Substantial numbers of Americans, including one-third of white respondents, claim that white Americans face either a “great deal” or a “fair amount” of discrimination in the U.S. Among Republicans, well over half claim that white people are discriminated against, a larger percentage than acknowledges discrimination against Blacks, Latinos or Asians.
White Americans’ racial resentment increased substantially during the Barack Obama presidency. Even many 2008 Obama voters soon found that the media focus on Obama becoming the nation’s first Black president, at first so exciting, was hard to swallow on a day-to-day basis.
The U.S. is not now “post racial,” free from racial prejudices or discrimination, nor has it ever been.
It’s not easy to argue seriously that white people are more discriminated against than Black Americans. Such a claim withers in the face of hard facts: that the average Black employee earns just 70% of the average white employee’s wages; that the median white household in 2021 had nine times as much wealth as the median Black household; that Black Americans, especially Black men, are jailed in much higher proportions than white Americans are; or that the homeownership gap between Black and white Americans is substantial, at 44% versus 73%, and growing.
Even reports from white Americans themselves belie the notion that they are more discriminated against than people of color. White people are less likely than other racial groups to report that they have experienced negative responses from other people. And among Black adults, “those with self-reported darker skin tones are more likely to report discrimination experiences than those with lighter skin tones” – added evidence that observed racial differences affect the way people are treated.
Anxiety deepens resentment
The centrality of race in American life is nothing new.
Race was the reason that a large portion of the U.S. – the South – could not have been legitimately defined as a democracy for most of the nation’s history. How could a region that deprived a large portion of its citizens of the right to vote systematically, in law and practice, on the grounds of their race be considered democratic?

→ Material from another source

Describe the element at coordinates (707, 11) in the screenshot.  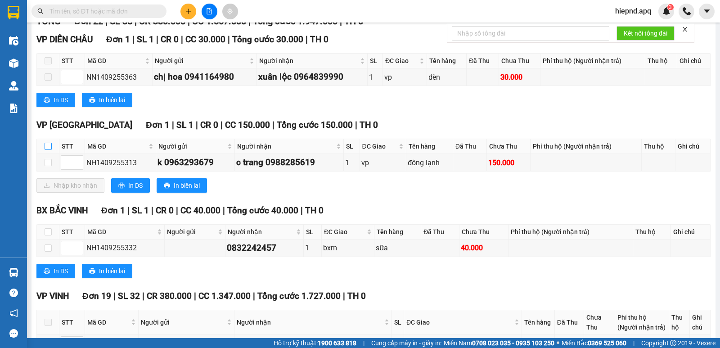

But racial resentment seems to deepen in times of anxiety, when many people seek a specific target for their fears rather than deal with a vaguer sense of dread. The U.S. recently experienced an enormous source of anxiety: More than 1.1 million Americans died of a virus that affected virtually every aspect of day-to-day life, from our education and travel to the nation’s budget and public health.
The U.S. has also faced social-demographic change at a speed that those with racial resentment may find threatening. In just 20 years, from 2000 to 2020, the U.S. Census found that those who identified as non-Hispanic white dropped from about 75% of the population to 58%, though the two years’ measures are not completely comparable. These threats to the public’s health and to the image of the white American that so many traditionalists hold can encourage racial resentment.
However understandable it may be, it’s hard to argue that racial resentment, or any other hatred rooted in immutable differences, benefits U.S. society. Some segments of society do benefit from racial resentment, of course, and they will resist losing it as a campaign tool to protect their privileged status.
But if the U.S. is to fully realize the American ideals of freedom, opportunity and democracy for all, the country is going to have to face the reality of continuing discrimination against people of color and “others” of all types. Americans will need to not just talk about race but to listen, even if they don’t like what they hear.
As I said, lots of people won’t like this story.
Marjorie Hershey is Professor Emeritus of Political Science at Indiana University.